The newest version of Aquasec’s Tracee tool (v0.12.0) now supports sending all events directly to Fluent Bit or Fluentd via the Fluent Forward receiver. This enables Tracee users to take advantage of the Fluent projects’ powerful in-stream processing and filtering capabilities before forwarding the output to any of the dozens of backends supported by the projects. Users familiar with the Fluentd logging driver for Docker will recognize a similar approach.
Last summer, we demonstrated a way to integrate Tracee and Fluent Bit, but that process required us to output the eBPF from Tracee as JSON and forward it to a log file that the Fluent Bit service could then read. With support for the Fluent Forward receiver now native with Tracee, the millions of Fluent users can now easily add eBPF data into their observability efforts, allowing kernel layer insights. You could, for example, send eBPF data through Fluent Bit to Grafana Loki, or even Loki, Chronosphere, Elasticsearch, and Splunk all at the same time.
The support for Fluent Forward receiver was made possible by a PR from Chronosphere’s Patrick Stephens (@patrick-stephens).
For information on how to configure Tracee to send data to Fluent, check out the Tracee docs. Be aware that Tracee v0.12 includes some breaking changes, so exercise appropriate caution as you begin to explore this new feature.
About Fluent Bit and Chronosphere
With Chronosphere’s acquisition of Calyptia in 2024, Chronosphere became the primary corporate sponsor of Fluent Bit. Eduardo Silva — the original creator of Fluent Bit and co-founder of Calyptia — leads a team of Chronosphere engineers dedicated full-time to the project, ensuring its continuous development and improvement.
Fluent Bit is a graduated project of the Cloud Native Computing Foundation (CNCF) under the umbrella of Fluentd, alongside other foundational technologies such as Kubernetes and Prometheus. Chronosphere is also a silver-level sponsor of the CNCF.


● **ASSIGNED TASK**:
The job is to output each record exactly as it stands, pictures excluded.

Source records
● ● ● ●
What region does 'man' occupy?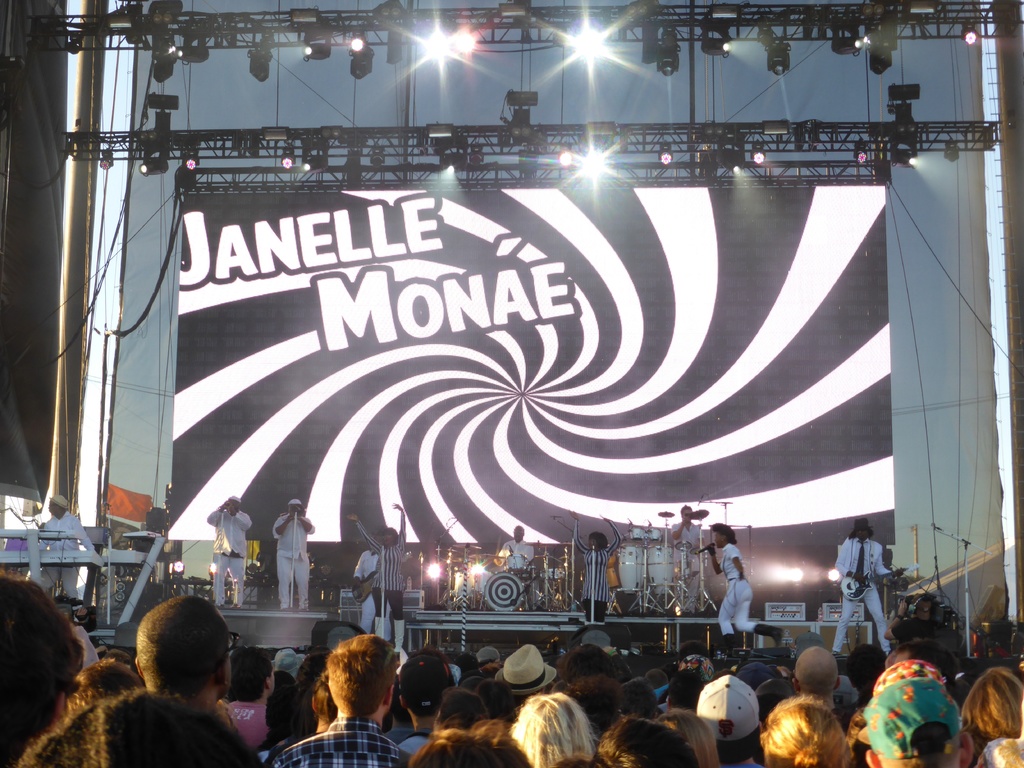
bbox(207, 495, 251, 605).
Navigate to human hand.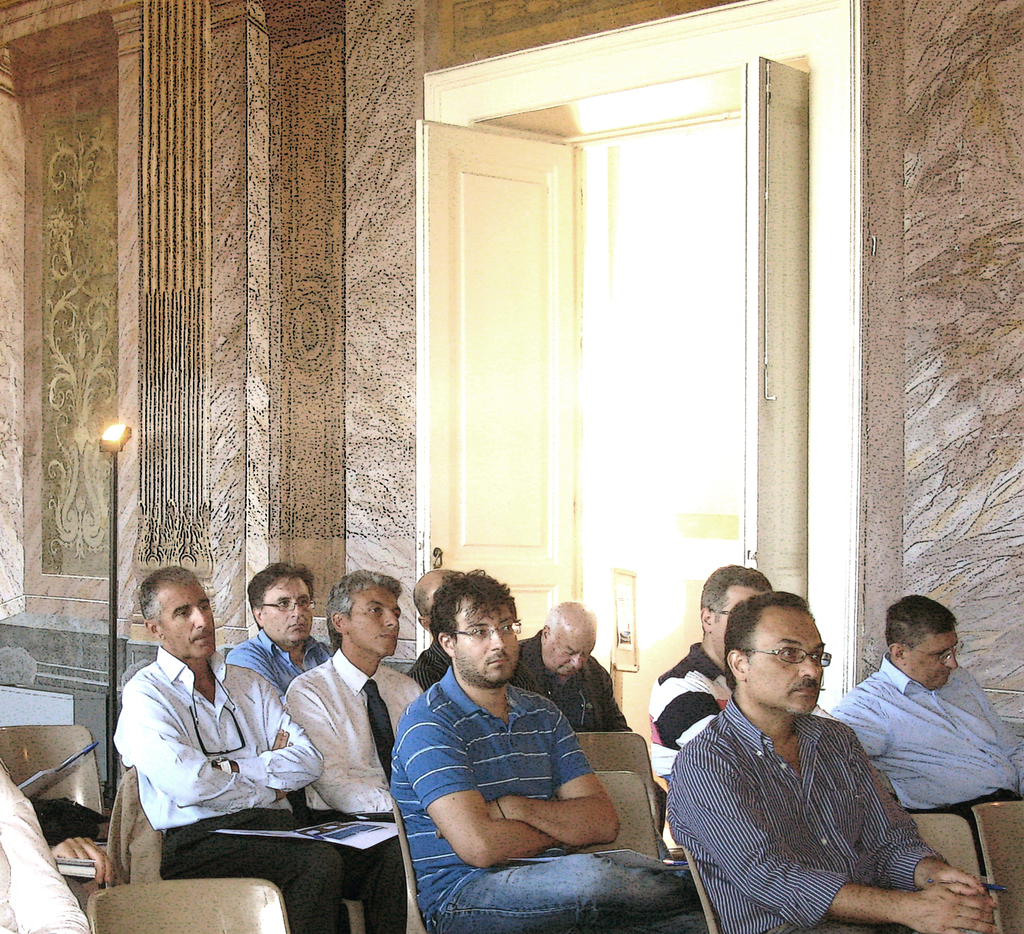
Navigation target: region(269, 726, 297, 796).
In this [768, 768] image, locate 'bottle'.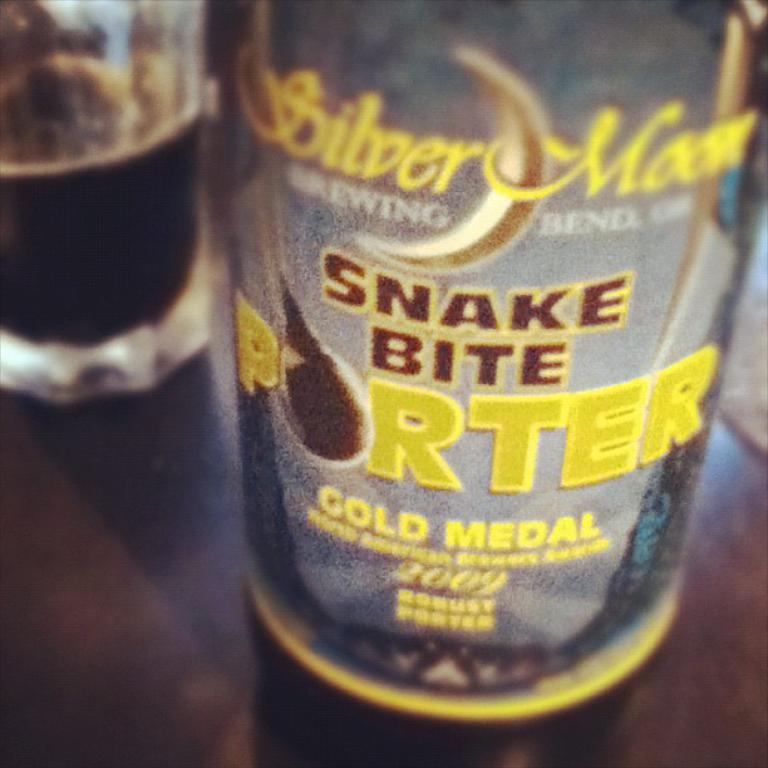
Bounding box: (x1=210, y1=0, x2=767, y2=767).
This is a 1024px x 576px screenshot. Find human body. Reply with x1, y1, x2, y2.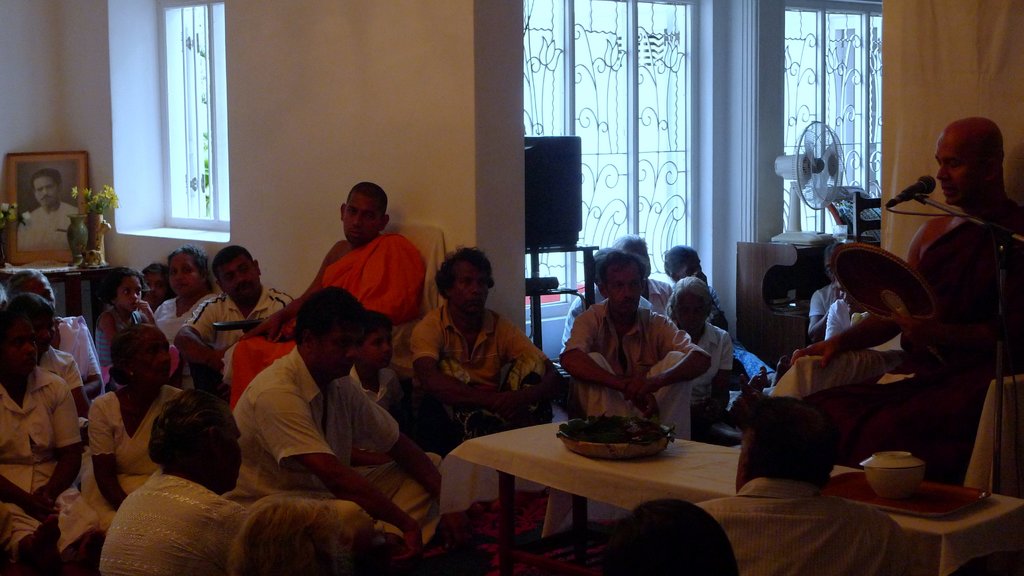
143, 255, 173, 316.
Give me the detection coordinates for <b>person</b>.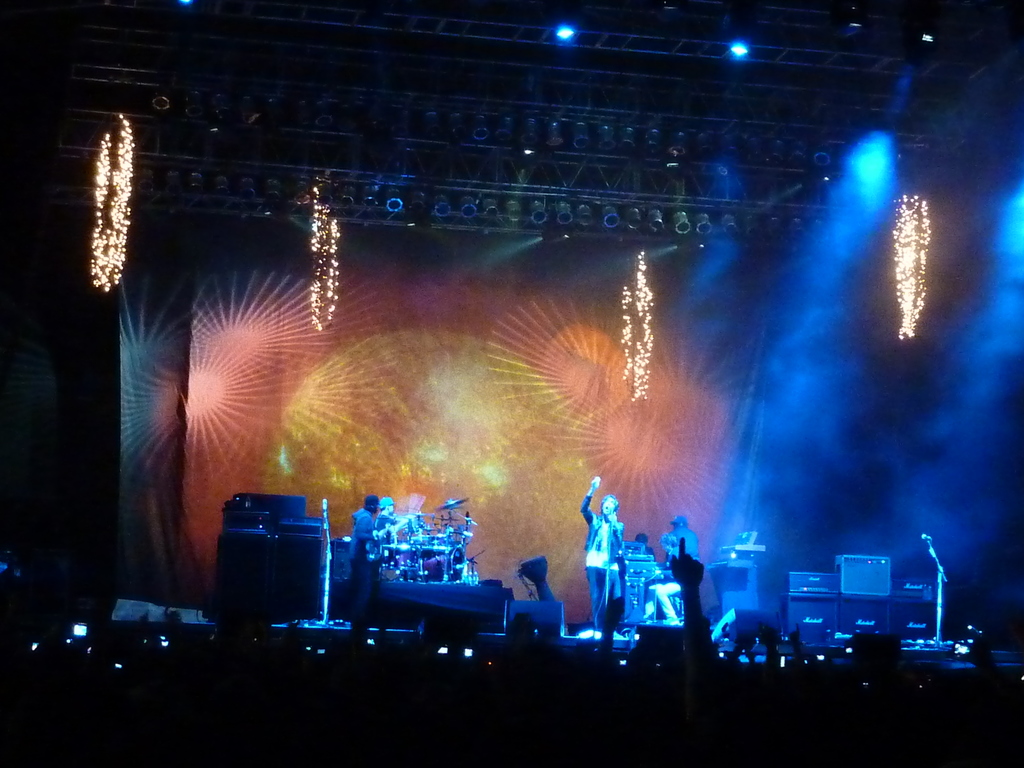
pyautogui.locateOnScreen(579, 478, 635, 634).
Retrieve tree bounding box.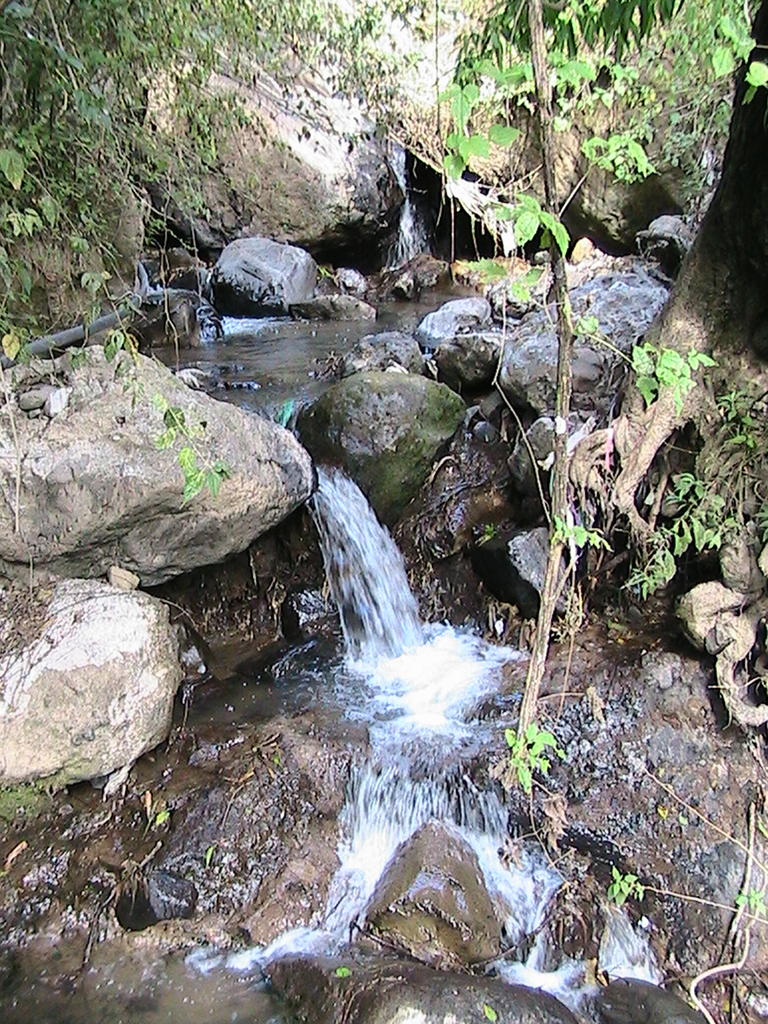
Bounding box: (464, 0, 682, 767).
● ● ● ●
● **YOUR RESPONSE**:
What region does 'man' occupy?
bbox(207, 495, 251, 605).
Navigate to human hand.
Navigation target: region(269, 726, 297, 796).
In this [768, 768] image, locate 'bottle'.
Bounding box: (x1=210, y1=0, x2=767, y2=767).
This is a 1024px x 576px screenshot. Find human body. Reply with x1, y1, x2, y2.
143, 255, 173, 316.
Give me the detection coordinates for <b>person</b>.
pyautogui.locateOnScreen(579, 478, 635, 634).
Retrieve tree bounding box.
Bounding box: (464, 0, 682, 767).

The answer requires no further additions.